Every 3rd issue is a quarterly cumulation.
An author and subject index to selected and American Anglo-Jewish journals of general and scholarly interests.
Today we associate the Renaissance with painting, sculpture, and architecture—the “major” arts. Yet contemporaries often held the “minor” arts—gem-studded goldwork, richly embellished armor, splendid tapestries and embroideries, music, and ephemeral multi-media spectacles—in much higher esteem. Isabella d’Este, Marchesa of Mantua, was typical of the Italian nobility: she bequeathed to her children precious stone vases mounted in gold, engraved gems, ivories, and antique bronzes and marbles; her favorite ladies-in-waiting, by contrast, received mere paintings. Renaissance patrons and observers extolled finely wrought luxury artifacts for their exquisite craftsmanship and the symbolic capital of their components; paintings and sculptures in modest materials, although discussed by some literati, were of lesser consequence. This book endeavors to return to the mainstream material long marginalized as a result of historical and ideological biases of the intervening centuries.

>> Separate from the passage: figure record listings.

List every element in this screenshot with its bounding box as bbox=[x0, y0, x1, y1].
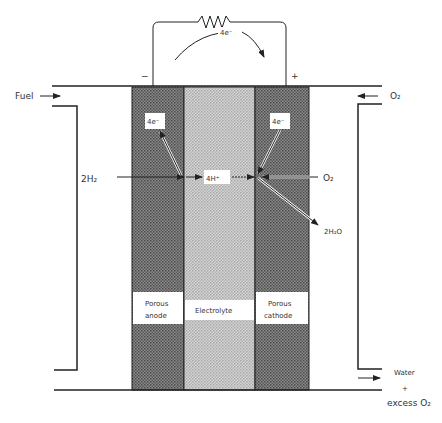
cathode-label-line1: Porous bbox=[268, 300, 292, 308]
fuel-label: Fuel bbox=[15, 91, 33, 101]
water-product-label: 2H₂O bbox=[324, 228, 343, 236]
electron-flow-label: 4e⁻ bbox=[220, 29, 233, 37]
oxygen-input-label: O₂ bbox=[390, 91, 401, 101]
anode-terminal: − bbox=[141, 71, 149, 81]
anode-label-line1: Porous bbox=[145, 300, 169, 308]
electrolyte-layer bbox=[184, 87, 255, 390]
anode-electrons-label: 4e⁻ bbox=[147, 118, 160, 126]
cathode-layer bbox=[255, 87, 309, 390]
hydrogen-label: 2H₂ bbox=[81, 174, 97, 184]
cathode-label-line2: cathode bbox=[264, 312, 292, 320]
cathode-electrons-label: 4e⁻ bbox=[272, 118, 285, 126]
oxygen-reactant-label: O₂ bbox=[323, 173, 334, 183]
anode-layer bbox=[132, 87, 184, 390]
proton-label: 4H⁺ bbox=[206, 175, 220, 183]
fuel-channel bbox=[52, 106, 77, 370]
external-circuit-wire bbox=[153, 16, 286, 86]
cathode-terminal: + bbox=[291, 71, 299, 81]
anode-label-line2: anode bbox=[145, 312, 167, 320]
oxidant-channel bbox=[358, 104, 382, 369]
water-output-label: Water bbox=[394, 369, 415, 377]
electrolyte-label: Electrolyte bbox=[195, 307, 232, 315]
excess-oxygen-label: excess O₂ bbox=[387, 398, 431, 408]
output-plus: + bbox=[402, 385, 408, 393]
fuel-cell-diagram: 4e⁻ − + Fuel O₂ 2H₂ 4H⁺ 4e⁻ 4e⁻ O₂ 2H₂O … bbox=[0, 0, 442, 423]
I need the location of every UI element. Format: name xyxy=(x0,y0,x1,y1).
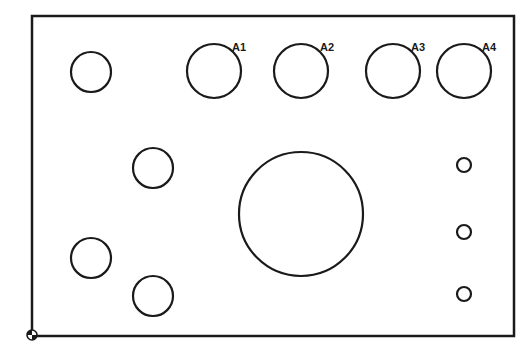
hole-label-a2: A2 xyxy=(320,41,334,53)
hole-label-a1: A1 xyxy=(232,41,246,53)
medium-hole-3 xyxy=(71,238,111,278)
medium-holes-group xyxy=(71,52,173,316)
labeled-holes-group: A1A2A3A4 xyxy=(187,41,497,98)
plate-outline xyxy=(32,16,514,336)
medium-hole-1 xyxy=(71,52,111,92)
medium-hole-4 xyxy=(133,276,173,316)
large-center-hole xyxy=(239,152,363,276)
small-hole-1 xyxy=(457,158,471,172)
plate-diagram: A1A2A3A4 xyxy=(0,0,532,343)
origin-marker-icon xyxy=(27,330,37,340)
small-hole-2 xyxy=(457,225,471,239)
small-holes-group xyxy=(457,158,471,301)
hole-label-a4: A4 xyxy=(482,41,497,53)
small-hole-3 xyxy=(457,287,471,301)
hole-label-a3: A3 xyxy=(411,41,425,53)
medium-hole-2 xyxy=(133,148,173,188)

The author analyzes how luxury arts went from being lofty markers of ascendancy and discernment in the Renaissance to being dismissed as “decorative” or “minor” arts—extravagant trinkets of the rich unworthy of the status of Art. Then, by re-examining the objects themselves and their uses in their day, she shows how sumptuous creations constructed the world and taste of Renaissance women and men.
Vol. 4 covers the late Roman period to the rise of Islam. Focuses especially on the growth and development of rabbinic Judaism and of the major classical rabbinic sources such as the Mishnah, Jerusalem Talmud, Babylonian Talmud and various Midrashic collections.